In awk with your shown samples please try following awk code. Written and tested in GNU awk, should work in any version of awk.
awk '
BEGIN{ FS=OFS="," }
{
for(i=1;i<=NF;i++){
if($i!~/^""$/){
gsub(/"+/,"\"",$i)
}
}
}
1
' Input_file
Explanation: Simple explanation would be, setting field separator and output field separator as , for all the lines of Input_file. Then traversing through each field of line, if a field is NOT NULL then Globally replacing all 1 or more occurrences of " with single occurrence of ". Then printing the line.

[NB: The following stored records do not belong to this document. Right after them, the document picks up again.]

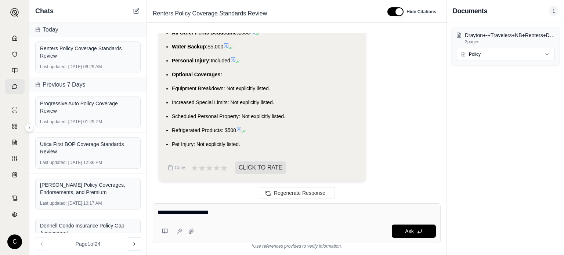 The height and width of the screenshot is (255, 564). Describe the element at coordinates (88, 244) in the screenshot. I see `span: Page 1 of 24` at that location.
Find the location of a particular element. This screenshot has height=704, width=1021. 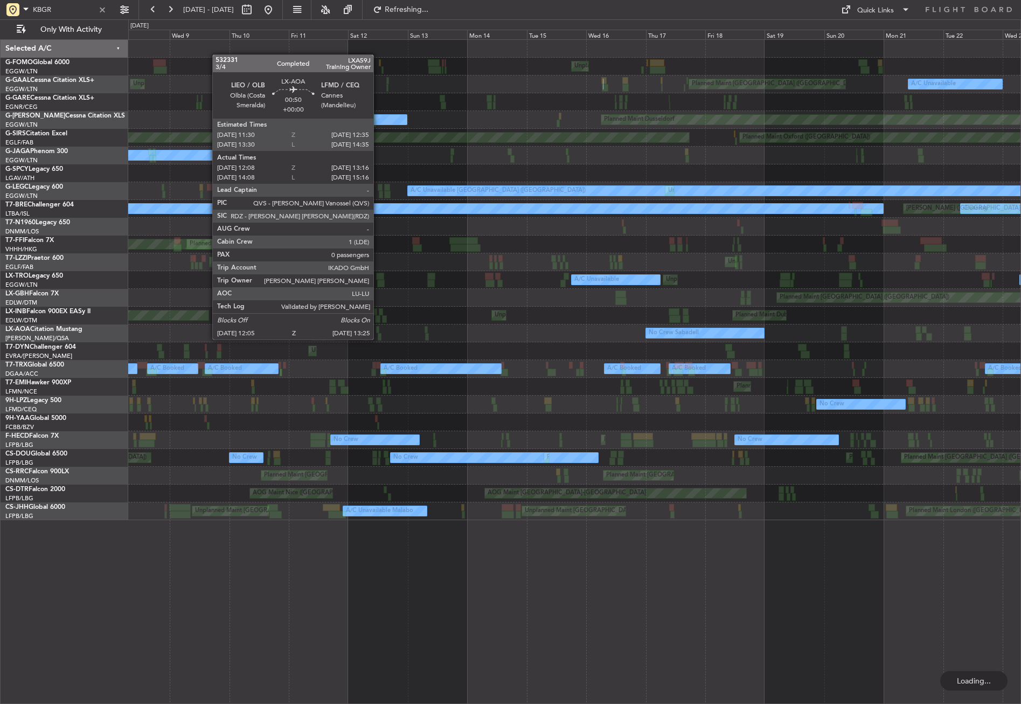

a: LX-GBHFalcon 7X is located at coordinates (32, 294).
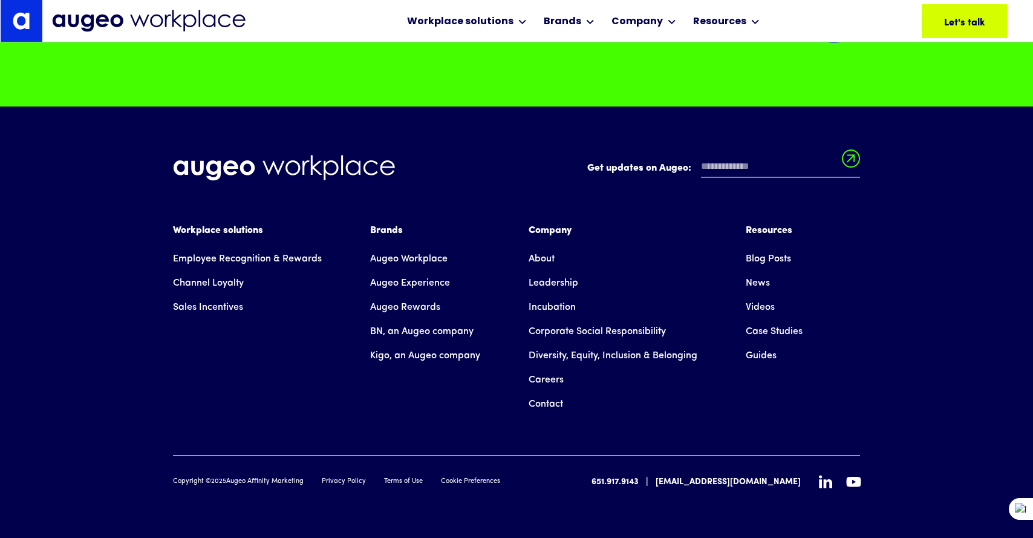 The width and height of the screenshot is (1033, 538). I want to click on a: Contact, so click(545, 404).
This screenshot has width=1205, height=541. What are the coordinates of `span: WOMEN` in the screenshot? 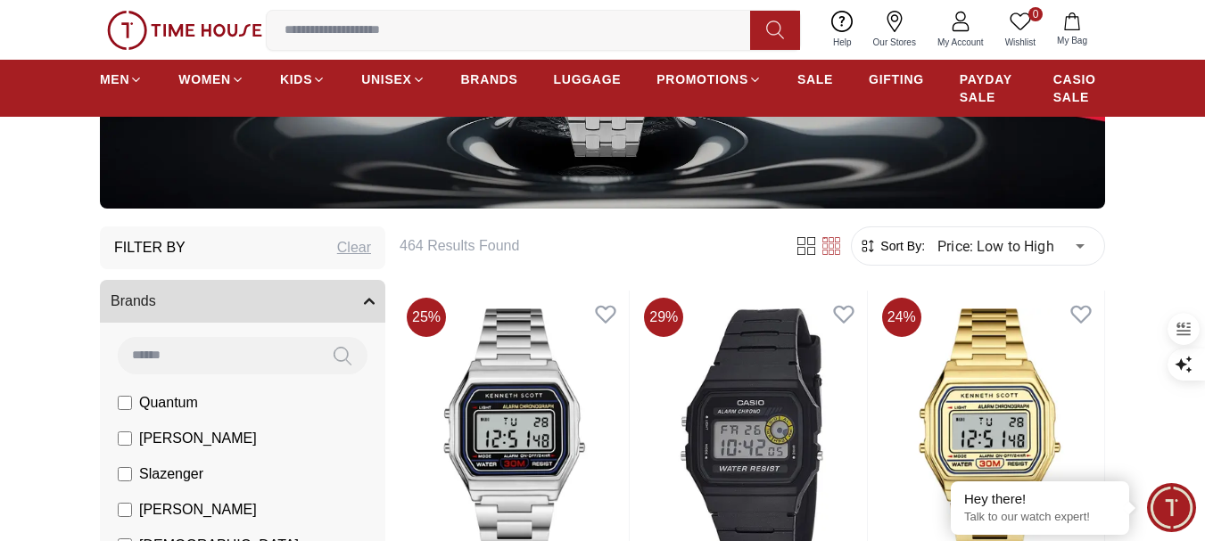 It's located at (204, 79).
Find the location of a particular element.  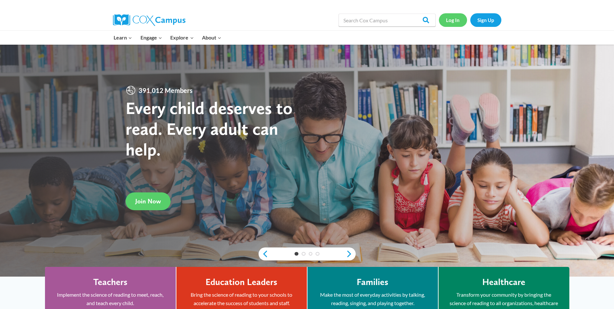

button: Child menu of Learn is located at coordinates (123, 38).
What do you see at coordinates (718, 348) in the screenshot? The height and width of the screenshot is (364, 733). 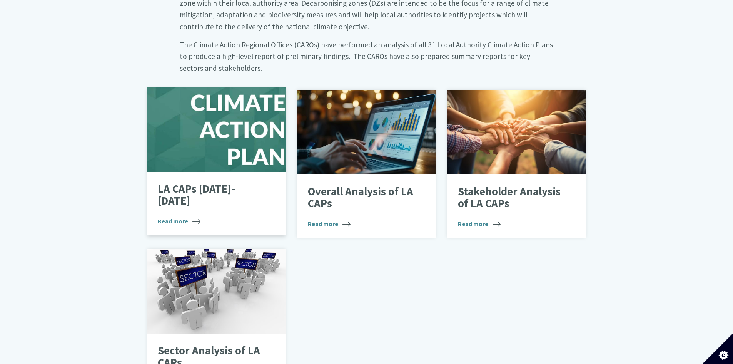 I see `button: Set cookie preferences` at bounding box center [718, 348].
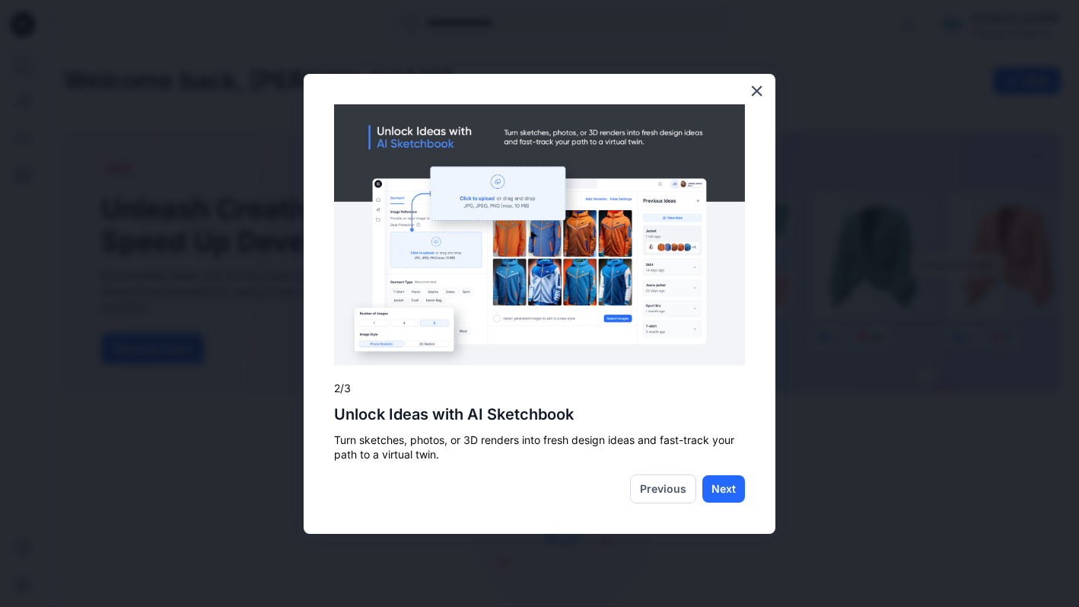 The width and height of the screenshot is (1079, 607). What do you see at coordinates (540, 388) in the screenshot?
I see `p: 2/3` at bounding box center [540, 388].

With sed you could repeat 1 or more times sets of "" using a group followed by matching a single "
Then in the replacement use a single "
sed -E 's/("")+"/"/g' file
For this content
$ cat file
"int","","123","abd"""sf123","top"
"int","","","123","abd"""sf123","top"
"123"""""abcs"
The output is
"int","","123","abd"sf123","top"
"int","","","123","abd"sf123","top"
"123"abcs"
sed s'#"""#"#' file
That works. I will demonstrate another method though, which you may also find useful in other situations.
#!/bin/sh -x
cat > ed1 <<EOF
3s/"""/"/
wq
EOF
cp file stack
cat stack | tr ',' '\n' > f2
ed -s f2 < ed1
cat f2 | tr '\n' ',' > stack
rm -v ./f2
rm -v ./ed1
The point of this is that if you have a big csv record all on one line, and you want to edit a specific field, then if you know the field number, you can convert all the commas to carriage returns, and use the field number as a line number to either substitute, append after it, or insert before it with Ed; and then re-convert back to csv.

How to replace text in file between known start and stop positions with a command line utility like sed or awk?

I have been tinkering with this for a while but can't quite figure it out. A sample line within the file looks like this:
"...~236 characters of data...Y YYY. Y...many more characters of data"
How would I use sed or awk to replace spaces with a B character only between positions 236 and 246? In that example string it starts at character 29 and ends at character 39 within the string. I would want to preserve all the text preceding and following the target chunk of data within the line.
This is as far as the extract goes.